Re: DEADBEEF vs SHA1

David Shaw <dshaw@jabberwocky.com> Tue, 22 February 2011 02:00 UTC

Received: from hoffman.proper.com (localhost [127.0.0.1]) by hoffman.proper.com (8.14.4/8.14.3) with ESMTP id p1M20IEs010563 (version=TLSv1/SSLv3 cipher=DHE-RSA-AES256-SHA bits=256 verify=NO); Mon, 21 Feb 2011 19:00:18 -0700 (MST) (envelope-from owner-ietf-openpgp@mail.imc.org)
Received: (from majordom@localhost) by hoffman.proper.com (8.14.4/8.13.5/Submit) id p1M20IPV010562; Mon, 21 Feb 2011 19:00:18 -0700 (MST) (envelope-from owner-ietf-openpgp@mail.imc.org)
X-Authentication-Warning: hoffman.proper.com: majordom set sender to owner-ietf-openpgp@mail.imc.org using -f
Received: from walrus.jabberwocky.com (walrus.jabberwocky.com [173.9.29.57]) by hoffman.proper.com (8.14.4/8.14.3) with ESMTP id p1M20Gkk010557 (version=TLSv1/SSLv3 cipher=DHE-RSA-AES256-SHA bits=256 verify=NO) for <ietf-openpgp@imc.org>; Mon, 21 Feb 2011 19:00:17 -0700 (MST) (envelope-from dshaw@jabberwocky.com)
Received: from grover.home.jabberwocky.com (grover.home.jabberwocky.com [172.24.84.28]) (authenticated bits=0) by walrus.jabberwocky.com (8.14.4/8.14.4) with ESMTP id p1M20Dq0006624 (version=TLSv1/SSLv3 cipher=AES128-SHA bits=128 verify=NO) for <ietf-openpgp@imc.org>; Mon, 21 Feb 2011 21:00:14 -0500
Content-Type: text/plain; charset="us-ascii"
Mime-Version: 1.0 (Apple Message framework v1082)
Subject: Re: DEADBEEF vs SHA1
From: David Shaw <dshaw@jabberwocky.com>
In-Reply-To: <slrnim4mvo.v2.lutz@belenus.iks-jena.de>
Date: Mon, 21 Feb 2011 21:00:13 -0500
Message-Id: <3206DB97-55EF-4617-918B-B0E12EE66F2B@jabberwocky.com>
References: <C997753D-9BB7-445C-A95C-260B3BE11F78@callas.org> <slrnim4mvo.v2.lutz@belenus.iks-jena.de>
To: IETF OpenPGP Working Group <ietf-openpgp@imc.org>
X-Mailer: Apple Mail (2.1082)
Content-Transfer-Encoding: 8bit
X-MIME-Autoconverted: from quoted-printable to 8bit by hoffman.proper.com id p1M20Ikj010558
Sender: owner-ietf-openpgp@mail.imc.org
Precedence: bulk
List-Archive: <http://www.imc.org/ietf-openpgp/mail-archive/>
List-Unsubscribe: <mailto:ietf-openpgp-request@imc.org?body=unsubscribe>
List-ID: <ietf-openpgp.imc.org>

On Feb 21, 2011, at 7:35 AM, Lutz Donnerhacke wrote:

> 
> * Jon Callas wrote:
>> The bottom line is that a key id in that context is a 64-bit binary key
>> into a database.

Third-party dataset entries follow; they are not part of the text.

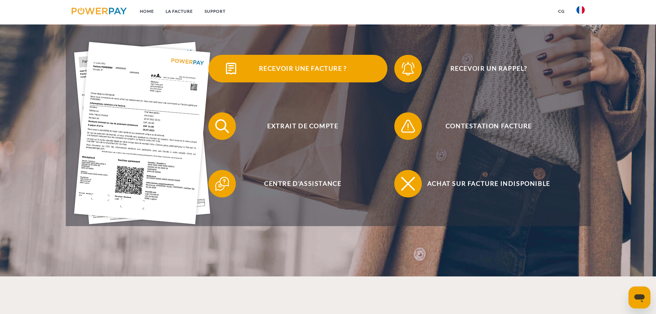 The width and height of the screenshot is (656, 314). I want to click on img: qb_close.svg, so click(408, 184).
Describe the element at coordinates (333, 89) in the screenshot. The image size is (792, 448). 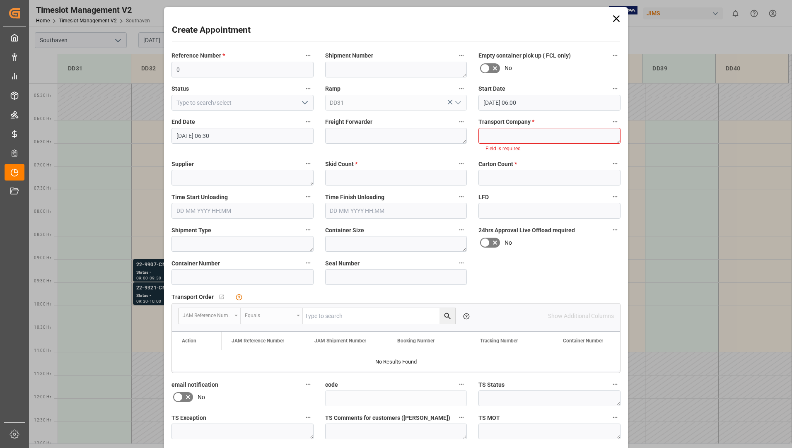
I see `span: Ramp` at that location.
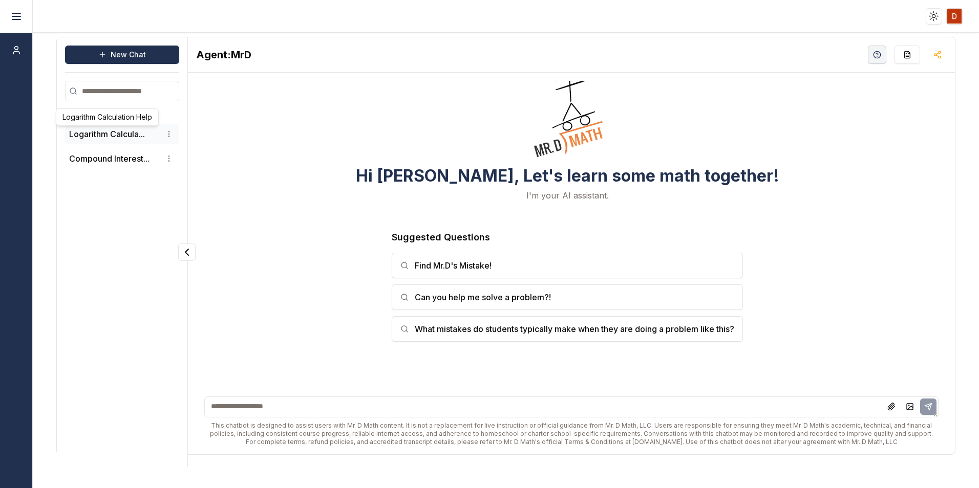  Describe the element at coordinates (567, 238) in the screenshot. I see `h3: Suggested Questions` at that location.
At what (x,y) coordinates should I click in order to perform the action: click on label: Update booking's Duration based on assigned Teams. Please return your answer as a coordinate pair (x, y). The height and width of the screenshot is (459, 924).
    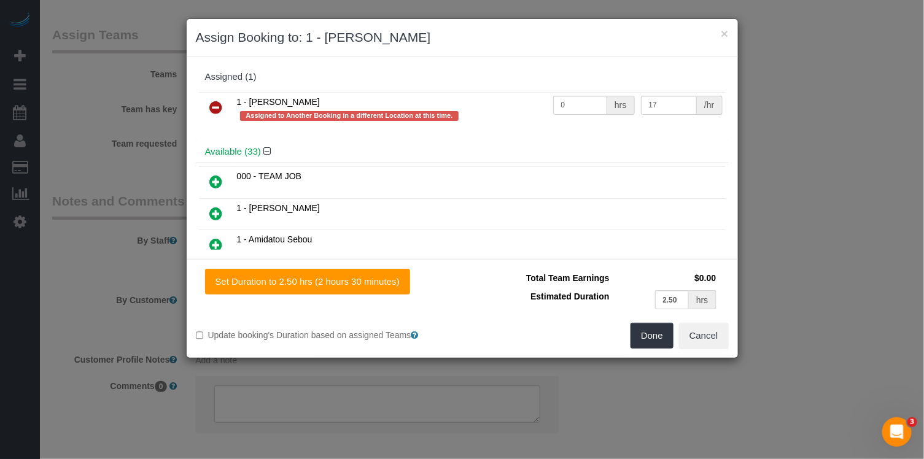
    Looking at the image, I should click on (324, 335).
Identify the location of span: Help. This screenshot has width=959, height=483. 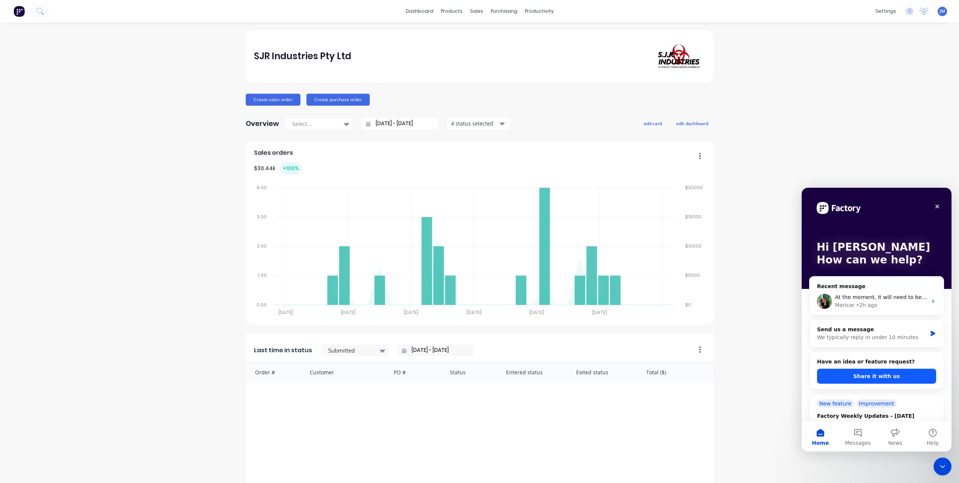
(131, 255).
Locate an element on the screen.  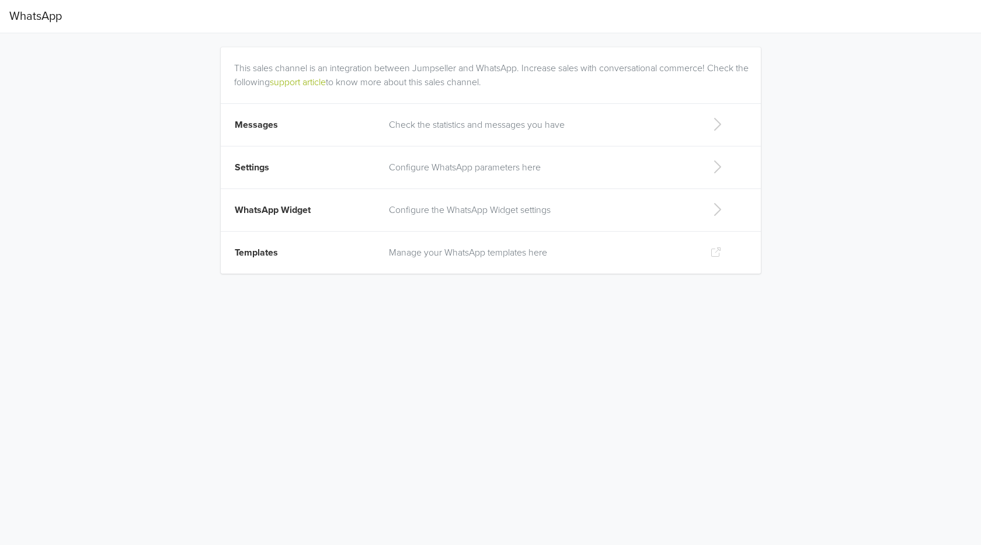
p: Configure the WhatsApp Widget settings is located at coordinates (540, 210).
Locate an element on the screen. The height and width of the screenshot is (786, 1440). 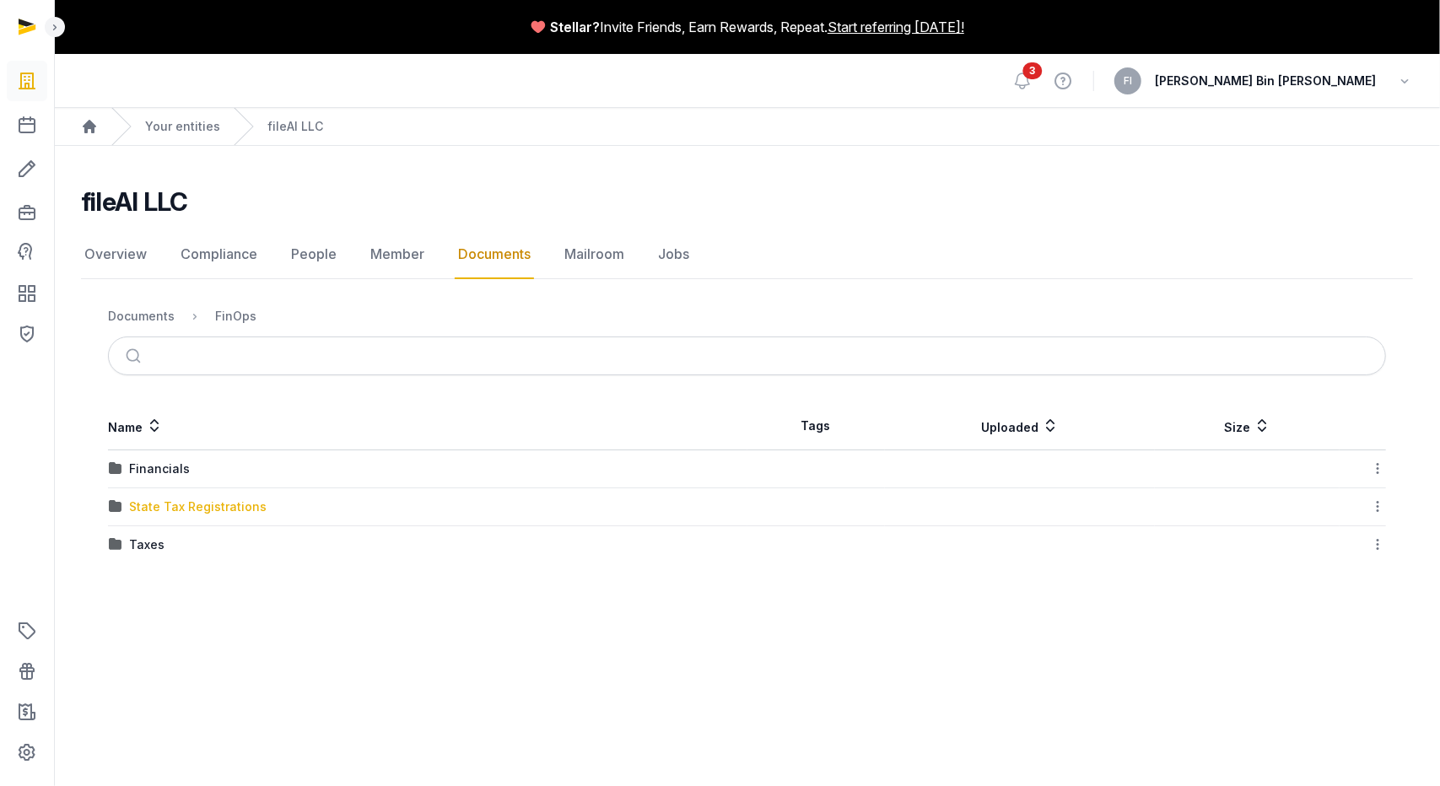
a: Overview is located at coordinates (116, 255).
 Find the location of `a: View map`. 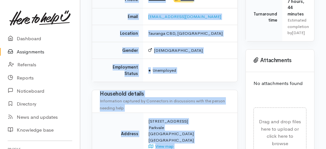

a: View map is located at coordinates (161, 146).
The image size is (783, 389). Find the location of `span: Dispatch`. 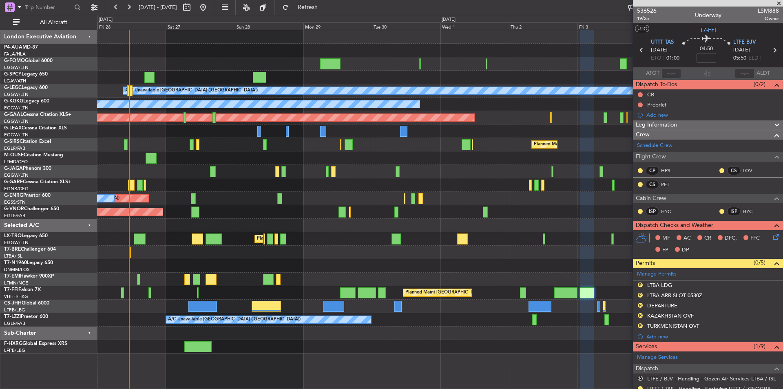

span: Dispatch is located at coordinates (647, 368).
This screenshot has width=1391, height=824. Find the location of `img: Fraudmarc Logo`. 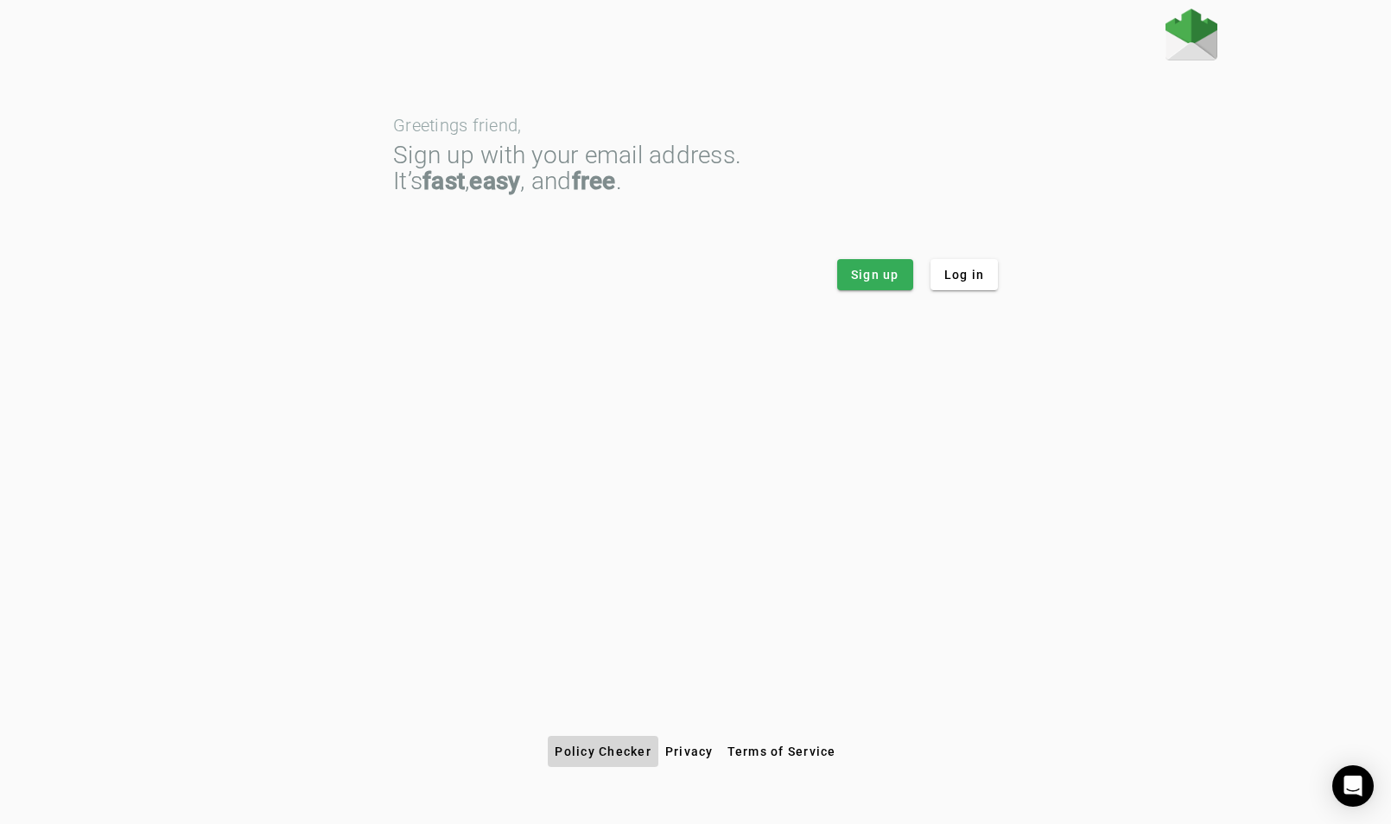

img: Fraudmarc Logo is located at coordinates (1192, 35).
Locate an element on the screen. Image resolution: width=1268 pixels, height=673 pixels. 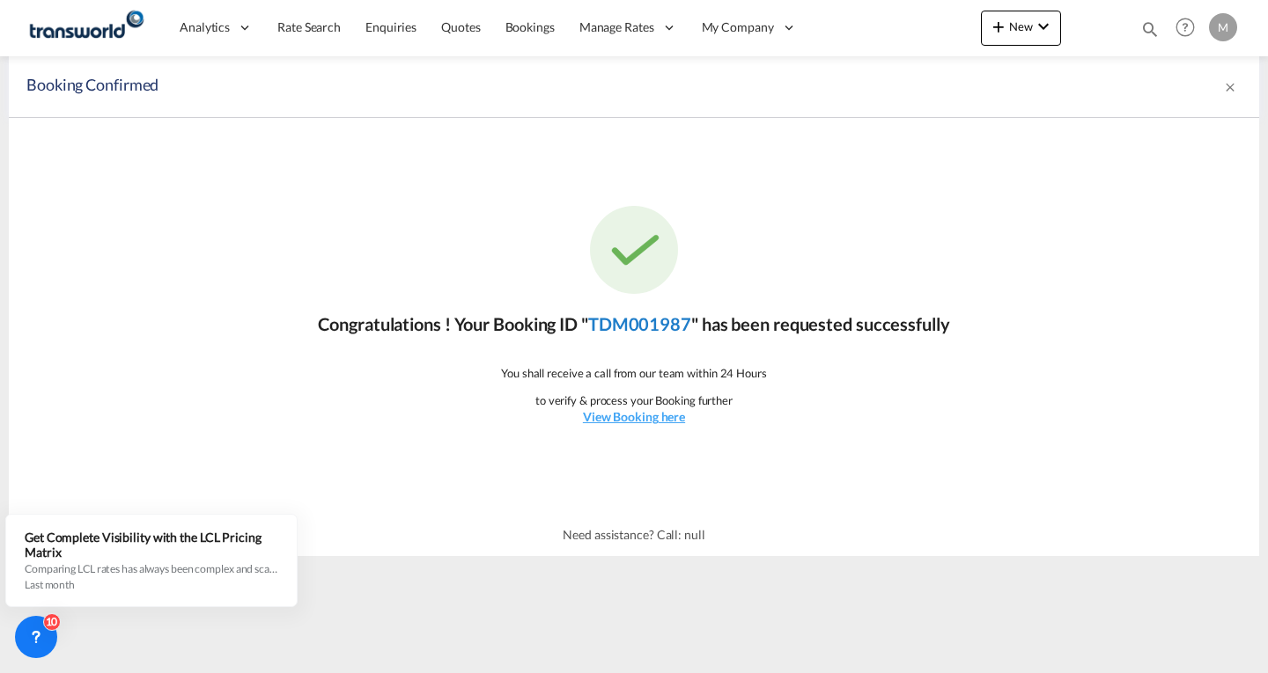
span: Enquiries is located at coordinates (391, 26).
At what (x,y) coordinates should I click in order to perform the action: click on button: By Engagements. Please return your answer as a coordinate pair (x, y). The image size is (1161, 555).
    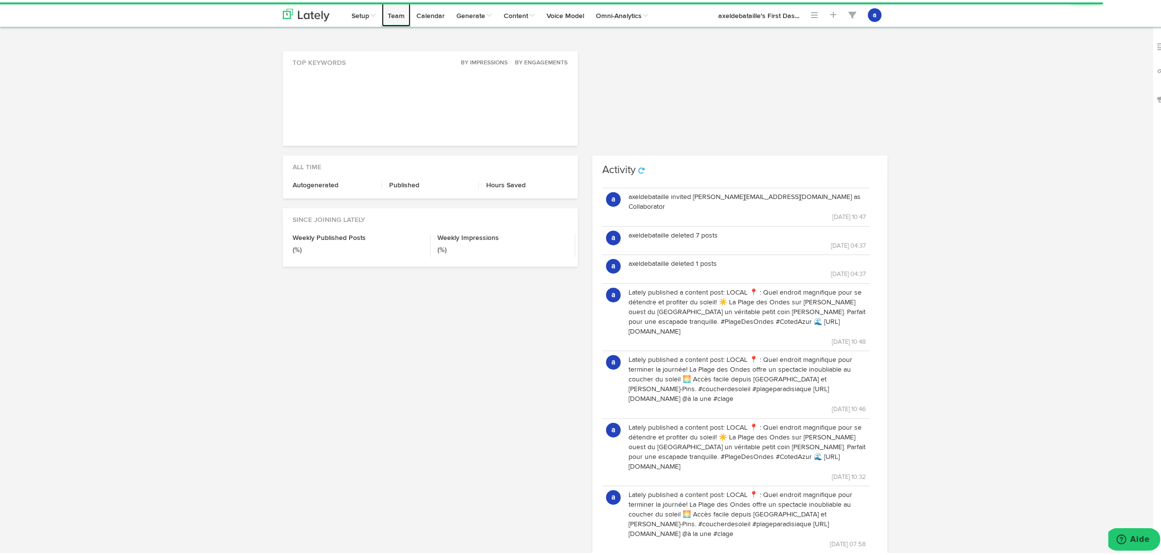
    Looking at the image, I should click on (539, 60).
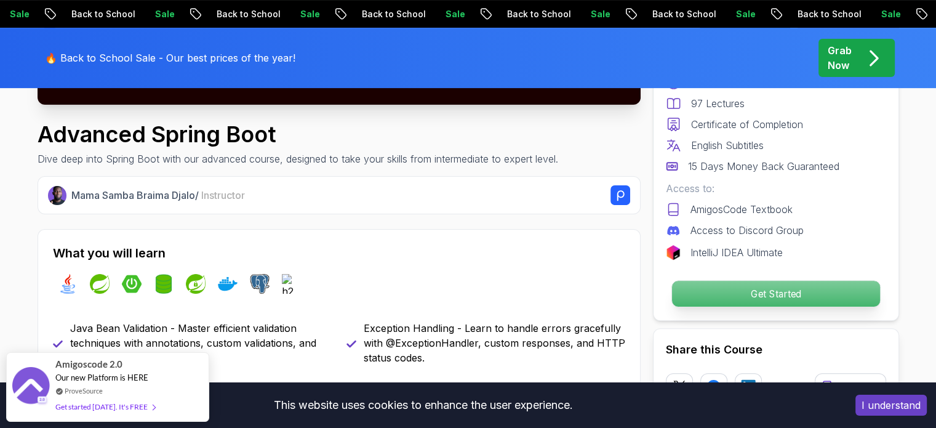 Image resolution: width=936 pixels, height=428 pixels. I want to click on p: Mama Samba Braima Djalo /, so click(158, 195).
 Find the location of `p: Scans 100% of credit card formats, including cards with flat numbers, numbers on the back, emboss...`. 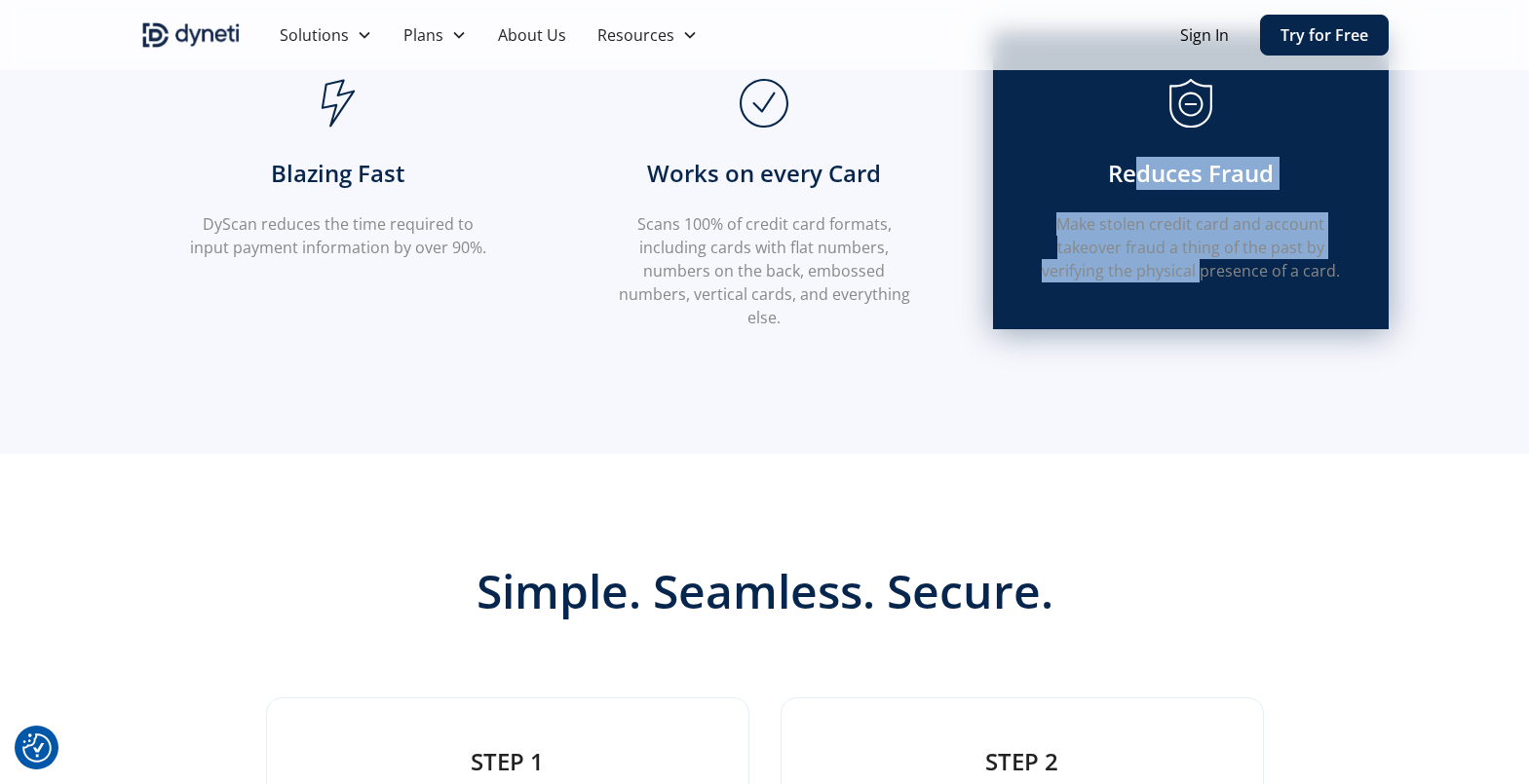

p: Scans 100% of credit card formats, including cards with flat numbers, numbers on the back, emboss... is located at coordinates (764, 270).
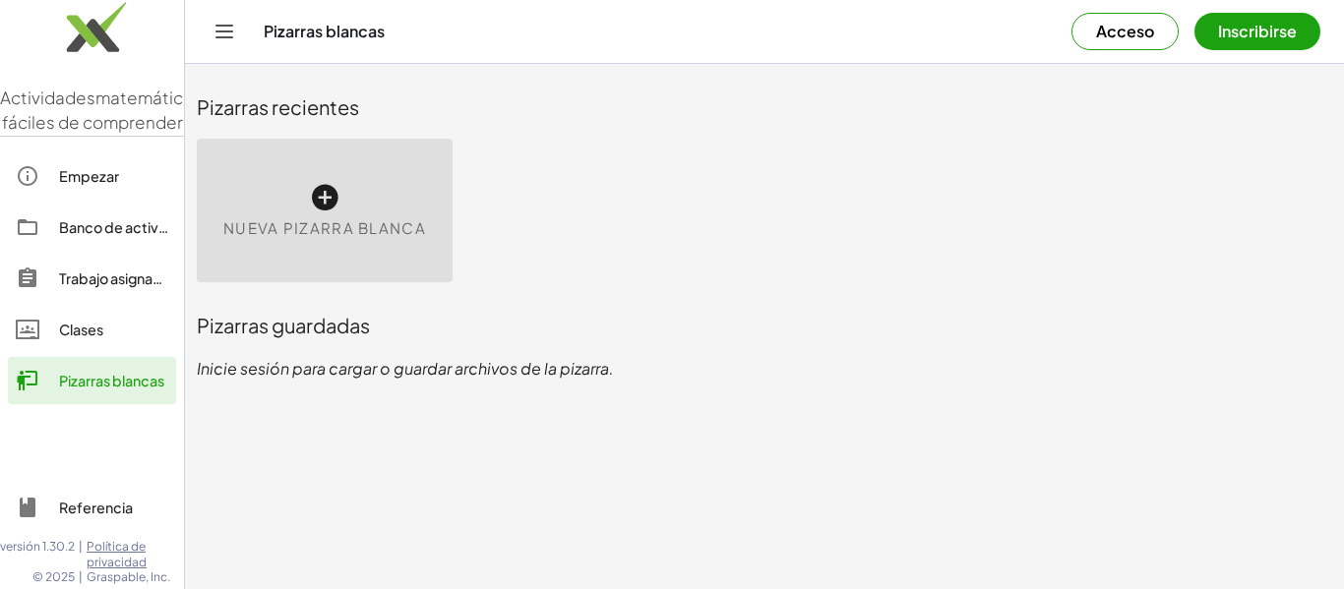 This screenshot has height=589, width=1344. What do you see at coordinates (1257, 30) in the screenshot?
I see `font: Inscribirse` at bounding box center [1257, 30].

That's all that it is.
> 
> And it is *not unique*. Software has to deal with multiple keys having the
> same ID. Not importing v3, because it might generate such ambigious cases,
> is not an acceptable solution. V3 keys only enforce standard compliant
> behaviour.

I definitely agree.  Unfortunately, very widely deployed code does make the assumption that all keys have a unique ID.  A better fix for this problem is to fix that code, but that is complex and will likely not happen quickly.  A blockage of V3 keys is not the ideal fix for the problem, as V4-V4 collisions are still possible.  Given how easy it is to make a V3-V4 collision, and how hard it is to make a V4-V4 one, giving an option to block V3 goes a long way to avoid (though not eliminate) the problem, and buys time for the proper fix to be developed and released.